By Christen Smith
PJM wants FERC to toss out the Independent Market Monitor’s complaint about its default market seller offer cap (MSOC), saying the IMM’s February filing did not prove current rules encourage abuse of market power (ER19-47).
In an April 9 response filed with the commission, PJM said the Monitor didn’t provide enough evidence that its current cap — approved four years prior as part of the RTO’s Capacity Performance construct — and the results of Base Residual Auctions suddenly became unjust and unreasonable.
PJM said the commission’s order approving CP “explained that the default MSOC is just and reasonable because it reflects the amount that a competitive resource would accept to be committed as a capacity resource.”
“In particular, it is designed to allow capacity market sellers to recover the costs, investments and expenses needed to ensure that their resources can perform during emergencies occurring at any time of the year. In other words, the default MSOC is intended to reflect the opportunity cost that a resource faces when choosing whether to become a committed capacity resource,” PJM said.
The Monitor said in its initial filing that PJM’s MSOC has been inflated by the “unreasonable and unsupported” expectation of 30 performance assessment hours (PAHs) annually. As a result, the Monitor said, it has been prevented from effective mitigation of market power, able to subject only a small number of very high offers to unit-specific cost reviews. (See Monitor Asks FERC to Cut PJM Capacity Offer Cap.)
Unit-specific MSOCs are supposed to be based on the opportunity cost of taking on a CP obligation, with its expectations of bonus payments or penalties for performance during an emergency, PJM said. (The time span for measuring performance was changed from PAHs to five-minute performance assessment intervals (PAIs) in compliance with FERC Order 825 in 2018.)
In August, the Monitor concluded that ratepayers were overcharged by $2.7 billion (41.5%) in the 2018 BRA because of economic withholding encouraged by the inflated MSOC. (See IMM: PJM 2018 Capacity Auction was ‘Not Competitive’.)
PJM asked the commission to reject the Monitor’s proposed replacement rate of 60 PAIs and instead adopt a method that applies the same measurement to equations for both the default MSOC and the nonperformance charge. This rate, the RTO asked, would not take effect until after the 2022/23 BRA, for which several compliance deadlines for market sellers have already passed.
“The Market Monitor’s proposal is unjust and unreasonable due to, among other reasons, the disconnect between the number of expected performance assessment intervals in the nonperformance charge rate and the default MSOC,” PJM said. “Retaining the same value of performance assessment intervals in both equations is essential to maintaining the underlying logic of the existing default MSOC equation.”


## [WORK TO BE COMPLETED]
Repeat the records verbatim and leave the pictures out of your copy.
----- DATA SECTION -----
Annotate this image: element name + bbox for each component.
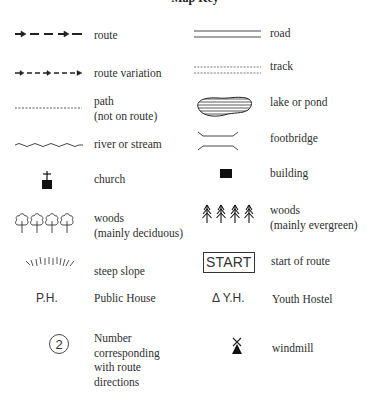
numbered-circle-icon: 2: [48, 333, 70, 355]
label-route-number-line-2: corresponding: [94, 346, 160, 361]
label-woods-evergreen-line-1: woods: [270, 203, 358, 218]
svg-text:2: 2: [55, 337, 62, 352]
label-start: start of route: [271, 254, 330, 269]
label-woods-evergreen-line-2: (mainly evergreen): [270, 218, 358, 233]
label-route-number: Number corresponding with route directio…: [94, 331, 160, 389]
label-path-line-2: (not on route): [94, 109, 157, 124]
label-youth-hostel: Youth Hostel: [272, 292, 333, 307]
double-dashed-line-icon: [194, 65, 262, 75]
route-variation-arrow-dash-icon: [14, 68, 86, 78]
label-route-number-line-3: with route: [94, 360, 160, 375]
double-line-icon: [194, 29, 262, 39]
label-route-number-line-1: Number: [94, 331, 160, 346]
deciduous-trees-icon: [14, 212, 84, 234]
label-path: path (not on route): [94, 94, 157, 123]
label-route-variation: route variation: [94, 66, 161, 81]
footbridge-icon: [197, 131, 241, 151]
lake-hatched-icon: [194, 95, 254, 119]
windmill-icon: [231, 337, 243, 355]
start-box-symbol: START: [203, 252, 255, 273]
label-footbridge: footbridge: [270, 131, 318, 146]
label-steep-slope: steep slope: [94, 264, 145, 279]
label-woods-evergreen: woods (mainly evergreen): [270, 203, 358, 232]
label-building: building: [270, 166, 308, 181]
label-route: route: [94, 28, 118, 43]
youth-hostel-symbol: Δ Y.H.: [212, 291, 244, 305]
building-square-icon: [220, 169, 232, 178]
route-arrow-dash-icon: [14, 29, 86, 39]
label-track: track: [270, 59, 293, 74]
label-windmill: windmill: [272, 341, 314, 356]
label-woods-deciduous-line-2: (mainly deciduous): [94, 226, 183, 241]
page-title: Map Key: [0, 0, 390, 6]
label-church: church: [94, 172, 125, 187]
label-river: river or stream: [94, 137, 162, 152]
label-route-number-line-4: directions: [94, 375, 160, 390]
label-lake: lake or pond: [270, 95, 327, 110]
label-path-line-1: path: [94, 94, 157, 109]
label-public-house: Public House: [94, 291, 156, 306]
evergreen-trees-icon: [202, 204, 258, 224]
wavy-line-icon: [14, 141, 84, 149]
label-road: road: [270, 26, 290, 41]
steep-slope-hatch-icon: [24, 256, 78, 270]
label-woods-deciduous: woods (mainly deciduous): [94, 211, 183, 240]
dotted-line-icon: [14, 106, 84, 110]
public-house-symbol: P.H.: [36, 291, 58, 305]
label-woods-deciduous-line-1: woods: [94, 211, 183, 226]
church-cross-icon: [40, 171, 54, 191]
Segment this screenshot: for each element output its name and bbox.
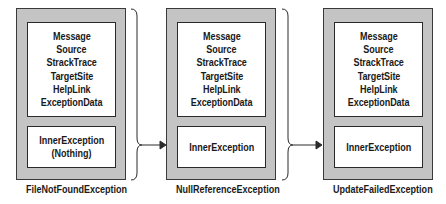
exception-box-updatefailed: Message Source StrackTrace TargetSite He… <box>323 8 433 180</box>
exception-properties: Message Source StrackTrace TargetSite He… <box>27 22 116 117</box>
brace-1 <box>131 9 142 180</box>
arrow-1 <box>142 141 166 149</box>
property-targetsite: TargetSite <box>50 70 93 83</box>
inner-exception-label: InnerException <box>346 141 411 154</box>
brace-2 <box>282 9 293 180</box>
property-message: Message <box>360 30 398 43</box>
property-stacktrace: StrackTrace <box>353 56 403 69</box>
exception-box-nullreference: Message Source StrackTrace TargetSite He… <box>166 8 276 180</box>
property-message: Message <box>203 30 241 43</box>
property-helplink: HelpLink <box>360 83 397 96</box>
exception-caption: FileNotFoundException <box>26 183 116 195</box>
exception-box-filenotfound: Message Source StrackTrace TargetSite He… <box>16 8 126 180</box>
property-exceptiondata: ExceptionData <box>191 96 253 109</box>
property-exceptiondata: ExceptionData <box>41 96 103 109</box>
exception-caption: UpdateFailedException <box>333 183 423 195</box>
property-stacktrace: StrackTrace <box>46 56 96 69</box>
inner-exception-box: InnerException <box>177 126 266 168</box>
property-targetsite: TargetSite <box>357 70 400 83</box>
property-source: Source <box>206 43 236 56</box>
exception-caption: NullReferenceException <box>176 183 266 195</box>
property-source: Source <box>363 43 393 56</box>
property-helplink: HelpLink <box>53 83 90 96</box>
inner-exception-label: InnerException <box>39 134 104 147</box>
inner-exception-box: InnerException <box>334 126 423 168</box>
inner-exception-value: (Nothing) <box>51 147 91 160</box>
property-targetsite: TargetSite <box>200 70 243 83</box>
property-message: Message <box>53 30 91 43</box>
inner-exception-label: InnerException <box>189 141 254 154</box>
property-stacktrace: StrackTrace <box>196 56 246 69</box>
inner-exception-box: InnerException (Nothing) <box>27 126 116 168</box>
property-exceptiondata: ExceptionData <box>348 96 410 109</box>
exception-properties: Message Source StrackTrace TargetSite He… <box>334 22 423 117</box>
property-helplink: HelpLink <box>203 83 240 96</box>
arrow-2 <box>293 141 322 149</box>
exception-properties: Message Source StrackTrace TargetSite He… <box>177 22 266 117</box>
property-source: Source <box>56 43 86 56</box>
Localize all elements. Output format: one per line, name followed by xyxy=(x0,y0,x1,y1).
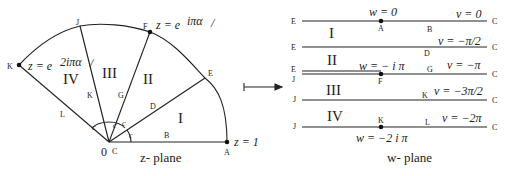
-----
## [TASK RESPONSE]
Annotate this image: element name + bbox for each component.
numbered-circle-icon: 2: [48, 333, 70, 355]
label-route-number-line-2: corresponding: [94, 346, 160, 361]
label-woods-evergreen-line-1: woods: [270, 203, 358, 218]
svg-text:2: 2: [55, 337, 62, 352]
label-start: start of route: [271, 254, 330, 269]
label-woods-evergreen-line-2: (mainly evergreen): [270, 218, 358, 233]
label-route-number: Number corresponding with route directio…: [94, 331, 160, 389]
label-path-line-2: (not on route): [94, 109, 157, 124]
label-youth-hostel: Youth Hostel: [272, 292, 333, 307]
double-dashed-line-icon: [194, 65, 262, 75]
route-variation-arrow-dash-icon: [14, 68, 86, 78]
label-route-number-line-3: with route: [94, 360, 160, 375]
double-line-icon: [194, 29, 262, 39]
label-route-number-line-1: Number: [94, 331, 160, 346]
deciduous-trees-icon: [14, 212, 84, 234]
label-path: path (not on route): [94, 94, 157, 123]
label-route-variation: route variation: [94, 66, 161, 81]
footbridge-icon: [197, 131, 241, 151]
lake-hatched-icon: [194, 95, 254, 119]
windmill-icon: [231, 337, 243, 355]
start-box-symbol: START: [203, 252, 255, 273]
label-footbridge: footbridge: [270, 131, 318, 146]
label-steep-slope: steep slope: [94, 264, 145, 279]
label-woods-evergreen: woods (mainly evergreen): [270, 203, 358, 232]
label-building: building: [270, 166, 308, 181]
label-route: route: [94, 28, 118, 43]
youth-hostel-symbol: Δ Y.H.: [212, 291, 244, 305]
building-square-icon: [220, 169, 232, 178]
route-arrow-dash-icon: [14, 29, 86, 39]
label-track: track: [270, 59, 293, 74]
label-windmill: windmill: [272, 341, 314, 356]
label-woods-deciduous-line-2: (mainly deciduous): [94, 226, 183, 241]
page-title: Map Key: [0, 0, 390, 6]
label-church: church: [94, 172, 125, 187]
label-river: river or stream: [94, 137, 162, 152]
label-route-number-line-4: directions: [94, 375, 160, 390]
label-lake: lake or pond: [270, 95, 327, 110]
label-path-line-1: path: [94, 94, 157, 109]
label-public-house: Public House: [94, 291, 156, 306]
evergreen-trees-icon: [202, 204, 258, 224]
wavy-line-icon: [14, 141, 84, 149]
label-road: road: [270, 26, 290, 41]
steep-slope-hatch-icon: [24, 256, 78, 270]
label-woods-deciduous: woods (mainly deciduous): [94, 211, 183, 240]
dotted-line-icon: [14, 106, 84, 110]
public-house-symbol: P.H.: [36, 291, 58, 305]
label-woods-deciduous-line-1: woods: [94, 211, 183, 226]
church-cross-icon: [40, 171, 54, 191]
Segment this screenshot: for each element output its name and bbox.
exception-box-updatefailed: Message Source StrackTrace TargetSite He… <box>323 8 433 180</box>
exception-properties: Message Source StrackTrace TargetSite He… <box>27 22 116 117</box>
brace-1 <box>131 9 142 180</box>
arrow-1 <box>142 141 166 149</box>
property-targetsite: TargetSite <box>50 70 93 83</box>
inner-exception-label: InnerException <box>346 141 411 154</box>
brace-2 <box>282 9 293 180</box>
property-message: Message <box>360 30 398 43</box>
property-stacktrace: StrackTrace <box>353 56 403 69</box>
exception-box-nullreference: Message Source StrackTrace TargetSite He… <box>166 8 276 180</box>
property-message: Message <box>203 30 241 43</box>
property-helplink: HelpLink <box>360 83 397 96</box>
exception-caption: FileNotFoundException <box>26 183 116 195</box>
exception-box-filenotfound: Message Source StrackTrace TargetSite He… <box>16 8 126 180</box>
property-exceptiondata: ExceptionData <box>191 96 253 109</box>
property-exceptiondata: ExceptionData <box>41 96 103 109</box>
exception-caption: UpdateFailedException <box>333 183 423 195</box>
property-stacktrace: StrackTrace <box>46 56 96 69</box>
inner-exception-box: InnerException <box>177 126 266 168</box>
property-targetsite: TargetSite <box>357 70 400 83</box>
property-source: Source <box>206 43 236 56</box>
exception-caption: NullReferenceException <box>176 183 266 195</box>
property-source: Source <box>363 43 393 56</box>
property-helplink: HelpLink <box>53 83 90 96</box>
inner-exception-label: InnerException <box>39 134 104 147</box>
inner-exception-box: InnerException <box>334 126 423 168</box>
inner-exception-value: (Nothing) <box>51 147 91 160</box>
property-targetsite: TargetSite <box>200 70 243 83</box>
property-message: Message <box>53 30 91 43</box>
inner-exception-label: InnerException <box>189 141 254 154</box>
property-stacktrace: StrackTrace <box>196 56 246 69</box>
inner-exception-box: InnerException (Nothing) <box>27 126 116 168</box>
property-exceptiondata: ExceptionData <box>348 96 410 109</box>
exception-properties: Message Source StrackTrace TargetSite He… <box>334 22 423 117</box>
property-helplink: HelpLink <box>203 83 240 96</box>
arrow-2 <box>293 141 322 149</box>
exception-properties: Message Source StrackTrace TargetSite He… <box>177 22 266 117</box>
property-source: Source <box>56 43 86 56</box>
Localize all elements. Output format: one per line, name followed by xyxy=(x0,y0,x1,y1).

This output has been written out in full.